▶ _What you should do_
Scan the records below for the line with "is (576, 1023)." and the line with "What do you see at coordinates (257, 173)". Repeat those two lines and every line between them exactly, and nothing else.

Saved entries
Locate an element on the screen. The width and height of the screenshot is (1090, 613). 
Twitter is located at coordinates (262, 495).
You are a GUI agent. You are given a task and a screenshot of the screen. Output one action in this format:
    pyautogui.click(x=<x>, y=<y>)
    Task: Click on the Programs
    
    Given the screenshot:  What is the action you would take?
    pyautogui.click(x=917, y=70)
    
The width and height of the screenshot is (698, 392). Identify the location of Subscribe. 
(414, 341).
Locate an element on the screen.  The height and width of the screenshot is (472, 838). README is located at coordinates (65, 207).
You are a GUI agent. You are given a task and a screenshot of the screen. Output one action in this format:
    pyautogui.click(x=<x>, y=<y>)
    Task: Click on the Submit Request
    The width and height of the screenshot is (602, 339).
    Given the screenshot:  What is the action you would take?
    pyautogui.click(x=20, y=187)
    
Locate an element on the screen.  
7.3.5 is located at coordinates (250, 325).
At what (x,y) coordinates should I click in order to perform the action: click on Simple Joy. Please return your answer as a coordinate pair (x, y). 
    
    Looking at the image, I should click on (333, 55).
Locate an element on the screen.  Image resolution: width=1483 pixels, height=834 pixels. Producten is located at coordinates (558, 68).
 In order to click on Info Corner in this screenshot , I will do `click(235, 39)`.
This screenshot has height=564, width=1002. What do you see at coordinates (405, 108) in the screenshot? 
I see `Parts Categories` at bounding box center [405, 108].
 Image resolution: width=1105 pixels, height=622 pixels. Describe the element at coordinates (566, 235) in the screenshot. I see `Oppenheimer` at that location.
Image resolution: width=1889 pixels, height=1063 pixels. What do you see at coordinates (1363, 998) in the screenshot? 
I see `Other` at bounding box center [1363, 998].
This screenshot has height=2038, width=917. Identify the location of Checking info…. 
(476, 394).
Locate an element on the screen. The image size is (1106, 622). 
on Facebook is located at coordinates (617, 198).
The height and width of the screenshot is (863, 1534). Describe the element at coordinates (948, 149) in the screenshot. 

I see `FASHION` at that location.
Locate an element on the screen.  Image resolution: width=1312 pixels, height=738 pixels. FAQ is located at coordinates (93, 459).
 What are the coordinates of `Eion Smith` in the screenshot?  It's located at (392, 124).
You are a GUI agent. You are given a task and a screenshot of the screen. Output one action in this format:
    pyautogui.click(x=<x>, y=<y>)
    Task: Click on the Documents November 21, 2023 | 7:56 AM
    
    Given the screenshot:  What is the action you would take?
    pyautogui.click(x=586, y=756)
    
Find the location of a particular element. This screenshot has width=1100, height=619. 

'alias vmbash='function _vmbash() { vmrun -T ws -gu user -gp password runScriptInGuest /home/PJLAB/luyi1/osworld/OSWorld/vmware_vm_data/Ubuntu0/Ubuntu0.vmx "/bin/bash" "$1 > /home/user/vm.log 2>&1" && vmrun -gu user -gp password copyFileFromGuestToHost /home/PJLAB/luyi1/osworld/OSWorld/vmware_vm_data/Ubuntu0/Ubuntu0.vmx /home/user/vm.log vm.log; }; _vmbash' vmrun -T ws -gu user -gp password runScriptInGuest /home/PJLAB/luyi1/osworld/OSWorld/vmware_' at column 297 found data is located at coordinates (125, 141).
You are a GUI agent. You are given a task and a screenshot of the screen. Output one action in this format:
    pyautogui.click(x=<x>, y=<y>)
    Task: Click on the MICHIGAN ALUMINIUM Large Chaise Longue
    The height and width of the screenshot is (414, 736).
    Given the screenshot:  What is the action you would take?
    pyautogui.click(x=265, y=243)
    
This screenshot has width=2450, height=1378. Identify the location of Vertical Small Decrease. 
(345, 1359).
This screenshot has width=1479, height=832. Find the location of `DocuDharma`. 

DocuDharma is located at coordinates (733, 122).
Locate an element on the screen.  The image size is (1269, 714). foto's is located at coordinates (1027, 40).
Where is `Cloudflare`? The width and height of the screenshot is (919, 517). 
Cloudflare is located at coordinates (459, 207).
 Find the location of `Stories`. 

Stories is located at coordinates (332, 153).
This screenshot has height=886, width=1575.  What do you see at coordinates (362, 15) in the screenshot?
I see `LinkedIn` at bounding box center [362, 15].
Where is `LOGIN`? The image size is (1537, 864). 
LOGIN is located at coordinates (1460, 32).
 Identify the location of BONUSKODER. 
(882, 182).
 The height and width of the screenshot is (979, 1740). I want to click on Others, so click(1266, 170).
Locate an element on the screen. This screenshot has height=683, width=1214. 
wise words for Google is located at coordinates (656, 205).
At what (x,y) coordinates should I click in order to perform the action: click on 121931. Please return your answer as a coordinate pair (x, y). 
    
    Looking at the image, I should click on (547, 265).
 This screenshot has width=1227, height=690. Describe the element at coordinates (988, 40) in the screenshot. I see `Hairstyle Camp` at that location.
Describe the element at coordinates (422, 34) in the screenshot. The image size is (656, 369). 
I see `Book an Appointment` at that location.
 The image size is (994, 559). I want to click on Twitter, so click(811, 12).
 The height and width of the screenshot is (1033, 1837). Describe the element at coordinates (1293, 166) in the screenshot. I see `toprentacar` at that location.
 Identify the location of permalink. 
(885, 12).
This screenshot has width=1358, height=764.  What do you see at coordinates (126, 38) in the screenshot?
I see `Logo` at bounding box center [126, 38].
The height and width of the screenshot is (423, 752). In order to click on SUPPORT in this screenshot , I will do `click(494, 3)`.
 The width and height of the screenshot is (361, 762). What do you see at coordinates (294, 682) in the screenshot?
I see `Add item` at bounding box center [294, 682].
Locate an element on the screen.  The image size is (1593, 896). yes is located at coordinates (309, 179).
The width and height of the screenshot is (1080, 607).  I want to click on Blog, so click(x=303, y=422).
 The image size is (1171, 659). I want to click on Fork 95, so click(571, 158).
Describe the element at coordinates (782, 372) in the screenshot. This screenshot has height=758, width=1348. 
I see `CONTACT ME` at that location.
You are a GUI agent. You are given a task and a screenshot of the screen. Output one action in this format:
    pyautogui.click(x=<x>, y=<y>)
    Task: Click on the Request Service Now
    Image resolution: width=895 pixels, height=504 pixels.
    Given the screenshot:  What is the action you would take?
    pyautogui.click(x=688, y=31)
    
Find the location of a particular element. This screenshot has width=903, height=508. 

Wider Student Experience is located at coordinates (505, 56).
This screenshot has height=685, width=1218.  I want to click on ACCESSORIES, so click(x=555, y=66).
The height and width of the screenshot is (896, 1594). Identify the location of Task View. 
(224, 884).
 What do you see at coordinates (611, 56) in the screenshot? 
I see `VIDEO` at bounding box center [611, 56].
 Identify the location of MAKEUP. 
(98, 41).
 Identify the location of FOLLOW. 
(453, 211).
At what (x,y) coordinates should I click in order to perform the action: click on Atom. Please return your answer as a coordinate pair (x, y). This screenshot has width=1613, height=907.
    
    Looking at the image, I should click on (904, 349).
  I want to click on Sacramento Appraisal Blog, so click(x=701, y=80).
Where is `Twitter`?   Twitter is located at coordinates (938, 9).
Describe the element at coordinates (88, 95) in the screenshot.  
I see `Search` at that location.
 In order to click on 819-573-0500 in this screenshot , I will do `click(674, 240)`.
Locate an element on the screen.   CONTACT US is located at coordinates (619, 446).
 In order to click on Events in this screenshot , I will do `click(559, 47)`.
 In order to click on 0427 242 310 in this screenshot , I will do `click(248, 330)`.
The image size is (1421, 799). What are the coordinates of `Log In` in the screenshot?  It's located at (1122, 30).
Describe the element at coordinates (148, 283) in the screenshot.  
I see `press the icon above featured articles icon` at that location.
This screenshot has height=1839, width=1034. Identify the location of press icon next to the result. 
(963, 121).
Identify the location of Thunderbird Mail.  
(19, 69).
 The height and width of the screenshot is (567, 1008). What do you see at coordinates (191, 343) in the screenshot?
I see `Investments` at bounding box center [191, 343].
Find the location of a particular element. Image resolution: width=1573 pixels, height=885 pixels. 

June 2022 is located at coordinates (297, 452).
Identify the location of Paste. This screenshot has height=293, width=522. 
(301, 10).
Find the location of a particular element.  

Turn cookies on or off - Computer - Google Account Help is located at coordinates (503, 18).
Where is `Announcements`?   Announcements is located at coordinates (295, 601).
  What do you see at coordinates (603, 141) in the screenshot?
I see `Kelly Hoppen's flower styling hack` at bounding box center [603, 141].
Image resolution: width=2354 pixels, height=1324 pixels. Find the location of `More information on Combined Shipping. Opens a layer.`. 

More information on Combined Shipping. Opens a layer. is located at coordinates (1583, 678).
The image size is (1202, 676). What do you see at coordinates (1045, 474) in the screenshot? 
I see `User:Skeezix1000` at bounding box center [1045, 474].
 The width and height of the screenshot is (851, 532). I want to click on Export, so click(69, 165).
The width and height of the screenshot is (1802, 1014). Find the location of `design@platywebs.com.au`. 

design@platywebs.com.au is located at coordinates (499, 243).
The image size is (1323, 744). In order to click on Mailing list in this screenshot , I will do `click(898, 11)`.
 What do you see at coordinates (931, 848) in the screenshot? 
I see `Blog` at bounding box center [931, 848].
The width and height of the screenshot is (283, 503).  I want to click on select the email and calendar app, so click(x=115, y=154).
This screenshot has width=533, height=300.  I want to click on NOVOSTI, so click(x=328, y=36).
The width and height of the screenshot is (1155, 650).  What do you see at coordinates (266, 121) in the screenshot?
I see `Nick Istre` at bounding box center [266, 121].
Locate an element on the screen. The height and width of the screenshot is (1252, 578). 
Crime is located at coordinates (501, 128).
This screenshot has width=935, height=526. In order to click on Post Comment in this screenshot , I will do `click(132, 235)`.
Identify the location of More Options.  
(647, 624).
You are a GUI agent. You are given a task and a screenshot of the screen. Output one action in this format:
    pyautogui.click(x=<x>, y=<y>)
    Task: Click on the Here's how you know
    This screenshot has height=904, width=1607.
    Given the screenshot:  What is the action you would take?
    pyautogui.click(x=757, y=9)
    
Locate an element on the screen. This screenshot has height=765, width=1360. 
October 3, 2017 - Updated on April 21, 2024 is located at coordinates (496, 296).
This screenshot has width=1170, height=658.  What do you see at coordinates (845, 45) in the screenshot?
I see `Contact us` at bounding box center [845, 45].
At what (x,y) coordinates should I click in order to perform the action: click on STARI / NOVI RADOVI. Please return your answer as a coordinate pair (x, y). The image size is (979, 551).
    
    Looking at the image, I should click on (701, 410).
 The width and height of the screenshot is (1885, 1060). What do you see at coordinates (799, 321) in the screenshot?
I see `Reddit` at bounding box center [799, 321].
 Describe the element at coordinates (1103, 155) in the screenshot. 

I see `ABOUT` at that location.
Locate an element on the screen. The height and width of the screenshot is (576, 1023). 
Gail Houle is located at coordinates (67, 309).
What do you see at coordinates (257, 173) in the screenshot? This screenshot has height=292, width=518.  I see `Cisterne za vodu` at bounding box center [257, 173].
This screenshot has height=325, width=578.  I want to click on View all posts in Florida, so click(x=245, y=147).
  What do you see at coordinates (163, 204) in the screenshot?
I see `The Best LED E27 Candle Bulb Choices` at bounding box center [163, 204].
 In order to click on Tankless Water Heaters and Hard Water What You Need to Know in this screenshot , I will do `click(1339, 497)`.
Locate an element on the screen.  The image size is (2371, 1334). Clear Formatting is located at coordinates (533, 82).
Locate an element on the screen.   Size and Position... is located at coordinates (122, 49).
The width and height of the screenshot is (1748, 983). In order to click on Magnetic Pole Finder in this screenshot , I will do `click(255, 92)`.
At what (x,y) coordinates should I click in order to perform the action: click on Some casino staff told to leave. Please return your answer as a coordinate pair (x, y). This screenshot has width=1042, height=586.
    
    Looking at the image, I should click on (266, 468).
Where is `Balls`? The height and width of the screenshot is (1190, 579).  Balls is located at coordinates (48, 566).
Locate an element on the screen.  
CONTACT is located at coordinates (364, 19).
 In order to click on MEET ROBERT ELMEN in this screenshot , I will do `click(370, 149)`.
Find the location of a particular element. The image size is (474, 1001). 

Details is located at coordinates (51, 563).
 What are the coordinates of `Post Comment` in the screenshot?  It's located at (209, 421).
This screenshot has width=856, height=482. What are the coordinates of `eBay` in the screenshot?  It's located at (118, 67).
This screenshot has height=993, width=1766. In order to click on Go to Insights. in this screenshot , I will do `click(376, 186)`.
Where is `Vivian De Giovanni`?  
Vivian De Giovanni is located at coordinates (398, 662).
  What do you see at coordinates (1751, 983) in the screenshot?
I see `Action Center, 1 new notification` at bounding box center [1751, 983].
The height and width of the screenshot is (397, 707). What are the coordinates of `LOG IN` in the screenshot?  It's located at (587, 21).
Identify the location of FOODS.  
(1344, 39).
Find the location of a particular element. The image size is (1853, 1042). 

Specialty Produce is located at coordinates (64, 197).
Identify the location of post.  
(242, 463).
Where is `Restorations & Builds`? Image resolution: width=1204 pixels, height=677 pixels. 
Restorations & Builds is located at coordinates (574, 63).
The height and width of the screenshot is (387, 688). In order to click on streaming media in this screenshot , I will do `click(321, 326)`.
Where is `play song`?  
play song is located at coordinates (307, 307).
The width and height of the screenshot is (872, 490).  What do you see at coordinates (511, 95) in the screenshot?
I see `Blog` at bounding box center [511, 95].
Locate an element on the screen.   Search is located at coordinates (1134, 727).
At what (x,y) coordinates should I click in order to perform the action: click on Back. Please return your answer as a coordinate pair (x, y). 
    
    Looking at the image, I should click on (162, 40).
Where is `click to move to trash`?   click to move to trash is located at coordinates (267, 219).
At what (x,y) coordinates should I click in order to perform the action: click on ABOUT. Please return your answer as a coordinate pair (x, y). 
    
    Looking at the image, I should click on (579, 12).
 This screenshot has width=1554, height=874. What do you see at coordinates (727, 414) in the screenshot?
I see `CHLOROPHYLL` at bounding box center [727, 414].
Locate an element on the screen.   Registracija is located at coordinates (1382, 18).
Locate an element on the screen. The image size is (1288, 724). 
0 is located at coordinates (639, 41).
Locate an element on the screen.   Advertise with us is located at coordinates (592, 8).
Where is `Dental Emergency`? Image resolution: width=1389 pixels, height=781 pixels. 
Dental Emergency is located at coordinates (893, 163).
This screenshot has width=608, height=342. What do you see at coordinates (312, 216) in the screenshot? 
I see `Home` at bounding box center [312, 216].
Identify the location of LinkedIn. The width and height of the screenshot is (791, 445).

▶ _Exercise solution_
Locate an element on the screen. The height and width of the screenshot is (576, 1023). 
Gail Houle is located at coordinates (67, 309).
What do you see at coordinates (257, 173) in the screenshot? This screenshot has height=292, width=518.  I see `Cisterne za vodu` at bounding box center [257, 173].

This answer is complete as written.